Roanoke Times Copyright (c) 1995, Landmark Communications, Inc. DATE: WEDNESDAY, August 11, 1993 TAG: 9308110023 SECTION: NATIONAL/INTERNATIONAL PAGE: A-7 EDITION: METRO SOURCE: Associated Press DATELINE: ATLANTA LENGTH: Medium
Scientists say it's only a matter of time before another exotic germ or new strain of bacterium attacks, but budget cutbacks have sapped their ability to protect Americans from such emerging diseases.
"This is something you can't ignore," said Dr. Gail Cassell, a microbiologist who advises the Centers for Disease Control and Prevention. "We are in for danger."
The CDC functions as America's medical sleuths, determining the reasons for sudden outbreaks and finding ways to prevent disease. With known diseases such as flu, lead poisoning and, recently, even AIDS, its system works well.
But there's no system to warn about emerging diseases, like the new cholera strain that has killed 5,000 people in India this year or the hantavirus that has taken at least 18 lives in the American Southwest since late May.
And Americans' vulnerability is heightened because the scientists who fight new, rare diseases are vanishing in the face of budget constraints and natural attrition, and there's no money for replacements.
"It's like letting your insurance policy lapse," said Dr. Robert Shope of Yale University School of Medicine. "The danger's always there, but our ability to react to it is not so great."
"We're going to be at increased risk for these things getting out of hand," said the CDC's Dr. C.J. Peters, one of the world's handful of experts on hantavirus. "Imagine what it would have meant to the U.S. if AIDS had been kept in Africa, for example."
Doctors believe AIDS originated in African monkeys and somehow made the jump to humans.
New diseases can evolve from animals, or mutate or migrate from other countries. The challenge is preventing or containing them.
But research into most infectious diseases is underfunded until the germ causes an outbreak, said Cassell, of the University of Alabama at Birmingham.
"That was the lesson of AIDS - to not be caught unprepared," she said. "We haven't learned it."
The CDC does expect from Congress a record $2.2 billion for 1994.
But for all infectious diseases except AIDS, which has an independent line of funding, the House has appropriated $40.3 million - less than half the $92 million requested and no increase from this year. The Senate has yet to set a figure.
Over the past decade, the CDC has lost about 20 percent of its personnel and its budget for infectious diseases other than AIDS. And last year, the Pentagon ended most of its research into rare diseases that threaten to migrate to the United States.
Only AIDS, tuberculosis and vaccine research - President Clinton's priorities - are getting increases at the National Institute of Allergy and Infectious Diseases next year, said financial manager Steven Berkowitz.
The reasons: More and more diseases must vie for a share of the same pool, and research costs far outstrip inflation, even when funds are increased, he said.
The CDC says three U.S. outbreaks, in rapid succession, depleted its funds this year:
E. coli, a little-understood, food-borne bacteria that got into hamburgers in a Pacific Northwest restaurant chain in January, killing two children and striking 500 other people ill.
Cryptosporidium, an intestinal parasite that sneaked into Milwaukee's water, striking thousands in April.
A new strain of rodent-borne hantavirus that has caused severe respiratory illness in the Southwest.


— Task details —
Using the word "true" as the filter, copy each matching line from the records.

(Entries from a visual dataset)
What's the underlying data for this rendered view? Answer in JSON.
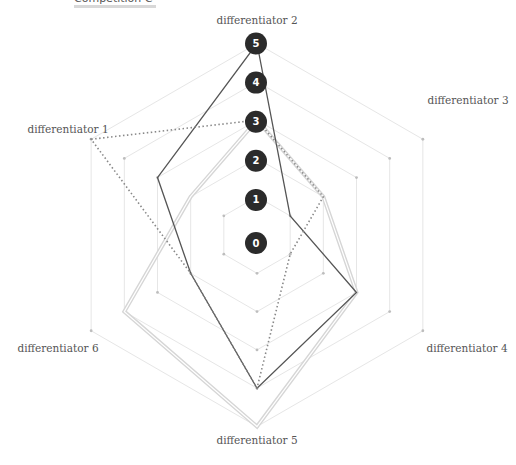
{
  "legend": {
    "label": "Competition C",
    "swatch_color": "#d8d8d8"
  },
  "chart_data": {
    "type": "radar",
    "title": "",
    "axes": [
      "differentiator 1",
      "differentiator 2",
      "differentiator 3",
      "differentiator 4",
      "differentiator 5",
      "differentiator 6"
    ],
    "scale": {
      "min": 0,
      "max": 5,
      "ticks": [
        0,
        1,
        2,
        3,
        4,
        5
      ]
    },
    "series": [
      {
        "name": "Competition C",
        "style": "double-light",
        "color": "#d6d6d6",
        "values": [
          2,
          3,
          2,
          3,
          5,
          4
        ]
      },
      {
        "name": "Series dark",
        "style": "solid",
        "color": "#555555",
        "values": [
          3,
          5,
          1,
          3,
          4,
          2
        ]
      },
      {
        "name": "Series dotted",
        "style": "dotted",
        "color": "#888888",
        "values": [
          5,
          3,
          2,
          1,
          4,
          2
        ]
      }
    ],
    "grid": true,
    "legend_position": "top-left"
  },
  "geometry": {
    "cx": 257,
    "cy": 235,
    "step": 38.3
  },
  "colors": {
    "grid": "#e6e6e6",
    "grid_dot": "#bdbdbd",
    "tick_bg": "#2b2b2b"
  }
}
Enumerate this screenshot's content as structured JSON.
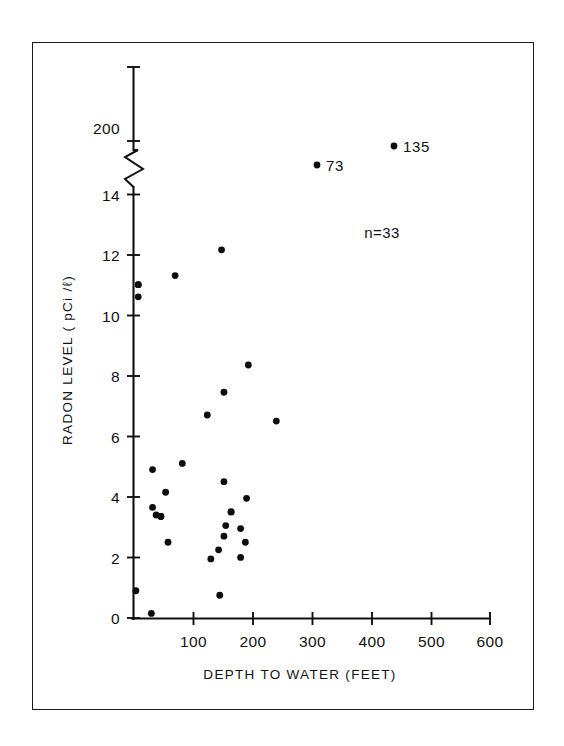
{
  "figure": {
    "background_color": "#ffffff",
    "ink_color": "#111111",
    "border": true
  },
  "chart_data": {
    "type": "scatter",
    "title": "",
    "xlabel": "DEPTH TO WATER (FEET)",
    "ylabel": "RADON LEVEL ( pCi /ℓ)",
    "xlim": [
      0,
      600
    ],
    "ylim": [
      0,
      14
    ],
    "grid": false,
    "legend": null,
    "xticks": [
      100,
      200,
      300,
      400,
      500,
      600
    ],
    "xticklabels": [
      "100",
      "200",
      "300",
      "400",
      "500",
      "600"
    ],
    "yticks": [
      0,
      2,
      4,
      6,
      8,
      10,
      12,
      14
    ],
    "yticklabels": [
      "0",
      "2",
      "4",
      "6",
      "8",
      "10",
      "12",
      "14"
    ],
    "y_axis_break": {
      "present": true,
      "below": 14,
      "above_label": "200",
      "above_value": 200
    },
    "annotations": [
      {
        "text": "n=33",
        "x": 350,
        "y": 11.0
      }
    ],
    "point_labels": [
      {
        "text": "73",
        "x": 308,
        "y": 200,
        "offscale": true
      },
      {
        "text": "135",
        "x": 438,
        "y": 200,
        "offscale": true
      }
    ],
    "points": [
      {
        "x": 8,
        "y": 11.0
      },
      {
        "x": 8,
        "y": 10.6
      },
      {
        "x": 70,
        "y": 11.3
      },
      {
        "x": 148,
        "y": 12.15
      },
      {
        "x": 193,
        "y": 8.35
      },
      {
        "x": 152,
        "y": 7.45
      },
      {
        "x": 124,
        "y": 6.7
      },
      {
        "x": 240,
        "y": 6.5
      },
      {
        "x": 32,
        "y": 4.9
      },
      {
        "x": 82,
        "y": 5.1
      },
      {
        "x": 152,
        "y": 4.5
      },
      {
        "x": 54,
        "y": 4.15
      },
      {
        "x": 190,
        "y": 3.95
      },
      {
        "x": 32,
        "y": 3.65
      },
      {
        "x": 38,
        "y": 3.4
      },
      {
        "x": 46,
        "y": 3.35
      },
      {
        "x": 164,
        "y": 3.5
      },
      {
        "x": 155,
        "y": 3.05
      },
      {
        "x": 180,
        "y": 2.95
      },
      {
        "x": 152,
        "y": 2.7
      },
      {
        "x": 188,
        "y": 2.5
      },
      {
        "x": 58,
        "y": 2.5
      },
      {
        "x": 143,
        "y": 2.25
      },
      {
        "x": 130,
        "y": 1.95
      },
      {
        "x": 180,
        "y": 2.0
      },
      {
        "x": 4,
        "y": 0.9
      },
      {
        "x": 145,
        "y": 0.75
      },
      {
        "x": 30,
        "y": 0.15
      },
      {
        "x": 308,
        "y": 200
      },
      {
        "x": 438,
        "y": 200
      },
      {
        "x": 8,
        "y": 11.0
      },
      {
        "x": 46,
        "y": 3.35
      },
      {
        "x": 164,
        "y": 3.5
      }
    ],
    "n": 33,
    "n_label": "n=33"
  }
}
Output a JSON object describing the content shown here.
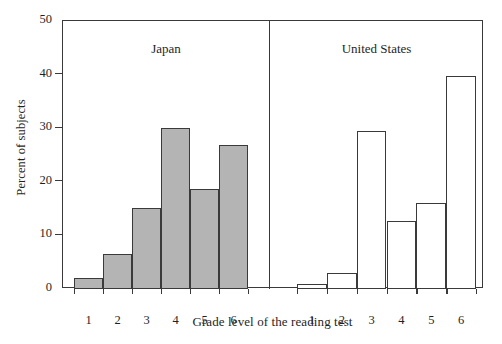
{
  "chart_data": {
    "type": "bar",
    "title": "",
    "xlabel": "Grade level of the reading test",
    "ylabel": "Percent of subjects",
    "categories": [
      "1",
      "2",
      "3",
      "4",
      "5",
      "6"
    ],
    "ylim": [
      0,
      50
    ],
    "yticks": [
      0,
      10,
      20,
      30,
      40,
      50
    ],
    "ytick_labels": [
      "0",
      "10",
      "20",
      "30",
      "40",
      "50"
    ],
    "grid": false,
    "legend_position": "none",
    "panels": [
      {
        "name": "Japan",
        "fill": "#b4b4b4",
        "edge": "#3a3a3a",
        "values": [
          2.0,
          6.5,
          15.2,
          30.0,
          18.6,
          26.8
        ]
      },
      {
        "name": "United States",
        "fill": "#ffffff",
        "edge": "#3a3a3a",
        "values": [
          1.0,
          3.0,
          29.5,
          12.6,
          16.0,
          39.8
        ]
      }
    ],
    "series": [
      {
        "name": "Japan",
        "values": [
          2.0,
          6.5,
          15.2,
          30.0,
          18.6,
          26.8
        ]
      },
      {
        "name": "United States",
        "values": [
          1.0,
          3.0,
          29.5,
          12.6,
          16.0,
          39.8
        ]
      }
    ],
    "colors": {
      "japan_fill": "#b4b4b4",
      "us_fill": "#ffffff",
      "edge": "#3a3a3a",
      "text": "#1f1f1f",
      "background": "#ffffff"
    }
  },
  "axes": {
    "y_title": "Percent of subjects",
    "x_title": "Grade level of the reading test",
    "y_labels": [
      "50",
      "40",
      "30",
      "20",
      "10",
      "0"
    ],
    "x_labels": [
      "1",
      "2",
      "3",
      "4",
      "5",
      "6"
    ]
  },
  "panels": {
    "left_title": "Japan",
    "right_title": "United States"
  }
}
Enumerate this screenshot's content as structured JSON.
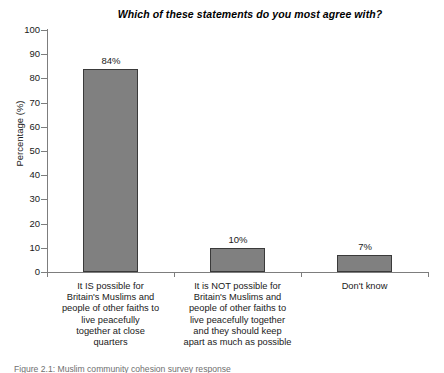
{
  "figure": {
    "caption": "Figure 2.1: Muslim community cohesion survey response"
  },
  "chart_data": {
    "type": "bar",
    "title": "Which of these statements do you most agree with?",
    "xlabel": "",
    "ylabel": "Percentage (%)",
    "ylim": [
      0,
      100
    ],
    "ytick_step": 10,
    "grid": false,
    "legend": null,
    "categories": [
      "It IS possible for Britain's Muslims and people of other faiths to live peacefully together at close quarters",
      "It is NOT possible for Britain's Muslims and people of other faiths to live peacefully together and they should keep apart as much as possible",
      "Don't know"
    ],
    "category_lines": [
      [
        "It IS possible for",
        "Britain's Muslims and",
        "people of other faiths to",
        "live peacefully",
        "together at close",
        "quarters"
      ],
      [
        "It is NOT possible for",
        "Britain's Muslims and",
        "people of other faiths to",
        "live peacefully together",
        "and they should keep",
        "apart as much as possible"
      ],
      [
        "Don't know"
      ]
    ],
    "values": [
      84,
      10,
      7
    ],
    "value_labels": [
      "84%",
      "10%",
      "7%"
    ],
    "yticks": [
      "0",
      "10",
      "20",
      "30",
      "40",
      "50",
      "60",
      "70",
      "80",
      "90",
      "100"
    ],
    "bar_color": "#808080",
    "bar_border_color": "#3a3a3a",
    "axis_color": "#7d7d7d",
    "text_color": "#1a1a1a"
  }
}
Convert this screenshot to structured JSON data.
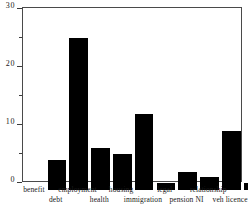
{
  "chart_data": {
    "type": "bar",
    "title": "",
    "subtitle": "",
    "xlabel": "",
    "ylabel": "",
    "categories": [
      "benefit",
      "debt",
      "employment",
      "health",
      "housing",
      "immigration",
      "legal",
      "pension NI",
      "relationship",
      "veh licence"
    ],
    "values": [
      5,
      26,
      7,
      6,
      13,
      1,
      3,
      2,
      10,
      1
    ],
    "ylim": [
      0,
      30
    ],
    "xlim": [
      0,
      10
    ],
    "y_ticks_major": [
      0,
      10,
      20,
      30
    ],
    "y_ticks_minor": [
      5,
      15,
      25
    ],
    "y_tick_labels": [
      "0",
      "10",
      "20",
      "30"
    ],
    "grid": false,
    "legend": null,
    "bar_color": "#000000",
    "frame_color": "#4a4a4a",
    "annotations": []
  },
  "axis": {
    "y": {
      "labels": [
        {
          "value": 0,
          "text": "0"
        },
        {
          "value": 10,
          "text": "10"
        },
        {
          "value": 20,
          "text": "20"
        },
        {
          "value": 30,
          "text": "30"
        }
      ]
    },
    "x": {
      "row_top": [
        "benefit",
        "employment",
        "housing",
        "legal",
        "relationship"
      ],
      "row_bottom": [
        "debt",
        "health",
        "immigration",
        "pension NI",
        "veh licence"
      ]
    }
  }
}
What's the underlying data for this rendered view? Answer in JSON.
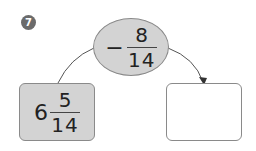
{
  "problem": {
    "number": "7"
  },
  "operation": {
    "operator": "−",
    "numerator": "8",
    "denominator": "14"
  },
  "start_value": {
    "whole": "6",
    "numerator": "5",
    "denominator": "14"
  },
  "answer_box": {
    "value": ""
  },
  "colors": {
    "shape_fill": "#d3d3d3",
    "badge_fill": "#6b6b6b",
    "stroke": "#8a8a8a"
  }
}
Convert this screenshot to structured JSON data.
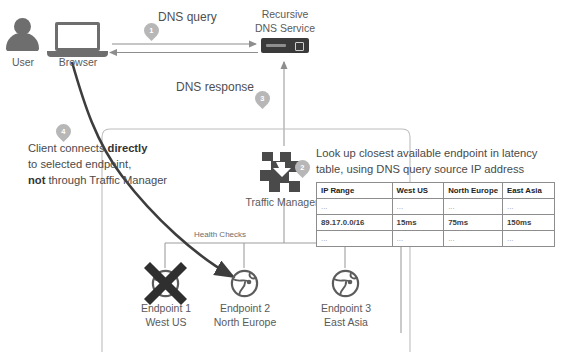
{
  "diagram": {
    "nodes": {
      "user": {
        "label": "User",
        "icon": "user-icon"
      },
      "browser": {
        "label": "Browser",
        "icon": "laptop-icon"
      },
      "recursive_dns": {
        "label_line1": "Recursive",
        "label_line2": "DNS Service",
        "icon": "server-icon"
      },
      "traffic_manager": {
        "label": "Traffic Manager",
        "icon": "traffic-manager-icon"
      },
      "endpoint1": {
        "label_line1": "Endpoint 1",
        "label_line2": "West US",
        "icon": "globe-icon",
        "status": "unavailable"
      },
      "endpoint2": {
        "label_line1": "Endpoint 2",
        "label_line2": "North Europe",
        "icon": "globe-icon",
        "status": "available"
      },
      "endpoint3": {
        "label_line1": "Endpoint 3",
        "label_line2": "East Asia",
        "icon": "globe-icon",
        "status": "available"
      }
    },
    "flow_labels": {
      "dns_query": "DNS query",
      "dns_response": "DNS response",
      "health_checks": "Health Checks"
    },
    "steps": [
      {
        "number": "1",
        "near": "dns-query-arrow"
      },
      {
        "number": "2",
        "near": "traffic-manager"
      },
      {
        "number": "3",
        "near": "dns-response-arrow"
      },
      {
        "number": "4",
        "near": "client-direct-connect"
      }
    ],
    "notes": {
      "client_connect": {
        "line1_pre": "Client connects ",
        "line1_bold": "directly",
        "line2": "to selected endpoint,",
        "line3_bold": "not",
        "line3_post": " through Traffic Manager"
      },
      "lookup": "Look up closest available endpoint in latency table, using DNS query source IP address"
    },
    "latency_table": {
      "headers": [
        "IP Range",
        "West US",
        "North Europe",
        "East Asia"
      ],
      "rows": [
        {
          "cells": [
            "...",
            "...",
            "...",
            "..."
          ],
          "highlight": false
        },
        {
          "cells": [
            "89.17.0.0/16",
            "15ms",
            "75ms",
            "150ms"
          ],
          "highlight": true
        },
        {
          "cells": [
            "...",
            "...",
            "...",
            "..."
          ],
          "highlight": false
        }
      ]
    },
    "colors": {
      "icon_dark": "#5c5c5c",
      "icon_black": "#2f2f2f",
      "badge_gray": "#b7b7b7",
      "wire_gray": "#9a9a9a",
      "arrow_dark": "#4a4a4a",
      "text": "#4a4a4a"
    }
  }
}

— Reply to the exercise —
    "grid": true,
    "border": true
      "present": true,
        "offscale": true
        "offscale": true
          "highlight": true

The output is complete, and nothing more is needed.